HIV SUCCESS — coordinating data on HIV and substance use

HIV and Substance Use Cohort Coordinating Center for Emerging and High Impact Scientific Cross Cohort Studies: HIV SUCCESS

NIH-funded research University of Washington · NIH-11324554

This effort brings together data from people with HIV to learn how substance use affects their health and care.

Quick facts

Grant typeNIH-funded research
Study typeNIH-funded research
Funding institutionUniversity of Washington NIH-funded
Lab location1 site (Seattle, United States)
Project IDNIH-11324554 on NIH RePORTER

What this research studies

This coordinating center combines and harmonizes data from multiple NIDA-funded cohorts of people with HIV across different sites. Experts will integrate clinical, substance use, and other health information so researchers can run larger, more detailed analyses than any single study can do. The center also helps with data standards, health informatics, and supports collaborations that bring in additional cohorts or studies as needed. By improving data sharing and coordination, the project aims to speed up answers to questions about substance use patterns, treatment impacts, and related health outcomes for people with HIV.

Who could benefit from this research

Good fit: Ideal candidates are adults living with HIV who use or have used substances and who are enrolled in or eligible for participating cohort studies.

Not a fit: People without HIV, people with HIV who are not affected by substance use, or those not enrolled in the participating cohorts are unlikely to directly benefit from this coordinating effort.

Why it matters

Potential benefit: If successful, this work could identify better ways to tailor substance use treatment and HIV care for diverse groups of people with HIV.

How similar studies have performed: Other cross-cohort collaborations have produced useful insights about treatment and risk patterns, though harmonizing diverse datasets is challenging and this project expands on those efforts.

Where this research is happening

Seattle, United States

Researchers

About this research

  1. This is an active NIH-funded research project — typically early-stage science, not a clinical trial accepting patient enrollment.
  2. Some NIH-funded labs run parallel clinical studies or seek volunteers for related work. To check, contact the principal investigator or institution listed above.
  3. For full project details, budget, and progress reports, visit the official NIH RePORTER page below.
Conditions Acquired Immune Deficiency SyndromeAcquired Immune Deficiency Syndrome Virus
Last reviewed 2026-06-13 by the Find a Trial editorial team. Information on this page is for educational purposes and is not medical advice. Always consult qualified healthcare professionals about clinical trial participation.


Problem statement:
Only the lines with the string "愚かな生存戦略" are needed; return each of them from the entries below.

Supplied entries:
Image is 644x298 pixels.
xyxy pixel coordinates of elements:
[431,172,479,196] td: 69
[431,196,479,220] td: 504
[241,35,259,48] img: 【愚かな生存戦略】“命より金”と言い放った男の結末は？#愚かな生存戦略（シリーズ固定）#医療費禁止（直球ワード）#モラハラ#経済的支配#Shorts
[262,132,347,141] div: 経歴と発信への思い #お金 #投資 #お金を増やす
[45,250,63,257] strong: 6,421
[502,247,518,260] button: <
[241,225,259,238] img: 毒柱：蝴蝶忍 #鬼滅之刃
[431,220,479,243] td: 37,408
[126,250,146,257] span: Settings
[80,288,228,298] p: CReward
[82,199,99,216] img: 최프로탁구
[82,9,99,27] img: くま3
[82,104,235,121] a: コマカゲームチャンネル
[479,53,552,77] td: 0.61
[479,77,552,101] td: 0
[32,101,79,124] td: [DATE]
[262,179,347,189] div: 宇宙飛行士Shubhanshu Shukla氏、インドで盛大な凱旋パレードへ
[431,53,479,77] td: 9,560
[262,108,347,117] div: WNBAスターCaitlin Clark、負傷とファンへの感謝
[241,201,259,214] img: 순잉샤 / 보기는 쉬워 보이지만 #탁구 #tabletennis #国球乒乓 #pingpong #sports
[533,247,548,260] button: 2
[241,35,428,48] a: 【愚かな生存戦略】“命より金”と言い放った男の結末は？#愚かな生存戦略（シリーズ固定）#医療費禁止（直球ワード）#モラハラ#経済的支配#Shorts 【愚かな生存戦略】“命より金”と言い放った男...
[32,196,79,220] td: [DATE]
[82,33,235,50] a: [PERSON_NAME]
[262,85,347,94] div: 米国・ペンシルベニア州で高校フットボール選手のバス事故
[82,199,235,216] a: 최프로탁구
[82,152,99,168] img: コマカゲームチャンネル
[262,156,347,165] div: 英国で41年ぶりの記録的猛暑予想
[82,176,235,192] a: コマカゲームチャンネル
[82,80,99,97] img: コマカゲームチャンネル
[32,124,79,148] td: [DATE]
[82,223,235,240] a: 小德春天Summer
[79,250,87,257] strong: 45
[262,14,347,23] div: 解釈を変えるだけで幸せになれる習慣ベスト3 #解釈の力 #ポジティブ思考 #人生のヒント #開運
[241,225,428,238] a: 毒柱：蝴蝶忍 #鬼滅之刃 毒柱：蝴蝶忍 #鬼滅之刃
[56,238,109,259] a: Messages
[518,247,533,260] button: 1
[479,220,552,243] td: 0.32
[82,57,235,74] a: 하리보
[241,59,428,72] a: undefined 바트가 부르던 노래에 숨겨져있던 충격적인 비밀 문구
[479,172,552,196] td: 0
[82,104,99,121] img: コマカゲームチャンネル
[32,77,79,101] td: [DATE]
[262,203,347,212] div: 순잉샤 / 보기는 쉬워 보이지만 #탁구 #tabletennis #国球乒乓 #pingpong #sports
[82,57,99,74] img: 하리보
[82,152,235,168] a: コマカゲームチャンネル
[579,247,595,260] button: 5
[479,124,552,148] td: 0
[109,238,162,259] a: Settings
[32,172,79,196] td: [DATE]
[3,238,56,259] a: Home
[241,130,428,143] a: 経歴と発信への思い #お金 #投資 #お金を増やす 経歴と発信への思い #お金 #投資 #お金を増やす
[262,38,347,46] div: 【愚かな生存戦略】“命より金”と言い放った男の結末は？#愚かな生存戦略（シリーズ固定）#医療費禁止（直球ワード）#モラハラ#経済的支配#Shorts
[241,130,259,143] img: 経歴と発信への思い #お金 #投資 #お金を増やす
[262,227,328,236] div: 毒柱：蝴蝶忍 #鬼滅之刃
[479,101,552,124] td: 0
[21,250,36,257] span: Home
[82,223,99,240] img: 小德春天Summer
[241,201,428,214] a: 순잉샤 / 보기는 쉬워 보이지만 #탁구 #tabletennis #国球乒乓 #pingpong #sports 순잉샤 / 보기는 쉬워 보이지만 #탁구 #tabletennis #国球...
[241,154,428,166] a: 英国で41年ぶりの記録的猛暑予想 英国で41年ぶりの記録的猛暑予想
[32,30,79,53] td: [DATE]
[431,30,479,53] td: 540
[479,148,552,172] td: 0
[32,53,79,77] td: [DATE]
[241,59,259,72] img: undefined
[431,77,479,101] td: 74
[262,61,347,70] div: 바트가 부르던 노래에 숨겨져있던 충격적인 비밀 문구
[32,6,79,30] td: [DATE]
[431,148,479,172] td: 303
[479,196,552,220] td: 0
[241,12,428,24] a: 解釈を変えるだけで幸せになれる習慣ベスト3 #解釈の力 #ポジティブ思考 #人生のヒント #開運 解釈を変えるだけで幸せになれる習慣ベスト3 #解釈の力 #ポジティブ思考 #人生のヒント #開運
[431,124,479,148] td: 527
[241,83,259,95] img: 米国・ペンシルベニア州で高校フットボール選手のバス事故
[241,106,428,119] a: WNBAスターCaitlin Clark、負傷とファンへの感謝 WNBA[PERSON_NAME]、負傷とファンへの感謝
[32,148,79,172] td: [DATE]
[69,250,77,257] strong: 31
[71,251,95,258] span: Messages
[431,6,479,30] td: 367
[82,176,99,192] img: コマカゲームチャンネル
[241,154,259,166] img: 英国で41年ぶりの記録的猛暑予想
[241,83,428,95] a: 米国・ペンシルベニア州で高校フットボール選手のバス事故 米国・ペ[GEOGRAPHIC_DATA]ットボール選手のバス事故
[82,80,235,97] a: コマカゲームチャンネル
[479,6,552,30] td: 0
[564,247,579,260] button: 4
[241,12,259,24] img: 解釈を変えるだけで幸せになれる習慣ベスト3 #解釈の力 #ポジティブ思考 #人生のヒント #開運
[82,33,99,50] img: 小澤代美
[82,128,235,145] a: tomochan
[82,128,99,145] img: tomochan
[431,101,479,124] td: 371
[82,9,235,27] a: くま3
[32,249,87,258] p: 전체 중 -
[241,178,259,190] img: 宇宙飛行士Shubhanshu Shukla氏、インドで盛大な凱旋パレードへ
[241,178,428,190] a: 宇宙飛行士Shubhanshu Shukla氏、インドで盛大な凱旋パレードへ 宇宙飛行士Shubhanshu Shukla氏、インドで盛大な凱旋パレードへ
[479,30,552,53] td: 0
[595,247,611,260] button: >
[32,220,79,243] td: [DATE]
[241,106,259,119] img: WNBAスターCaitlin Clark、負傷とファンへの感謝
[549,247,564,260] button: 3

Finished task:
[241,35,259,48] img: 【愚かな生存戦略】“命より金”と言い放った男の結末は？#愚かな生存戦略（シリーズ固定）#医療費禁止（直球ワード）#モラハラ#経済的支配#Shorts
[241,35,428,48] a: 【愚かな生存戦略】“命より金”と言い放った男の結末は？#愚かな生存戦略（シリーズ固定）#医療費禁止（直球ワード）#モラハラ#経済的支配#Shorts 【愚かな生存戦略】“命より金”と言い放った男...
[262,38,347,46] div: 【愚かな生存戦略】“命より金”と言い放った男の結末は？#愚かな生存戦略（シリーズ固定）#医療費禁止（直球ワード）#モラハラ#経済的支配#Shorts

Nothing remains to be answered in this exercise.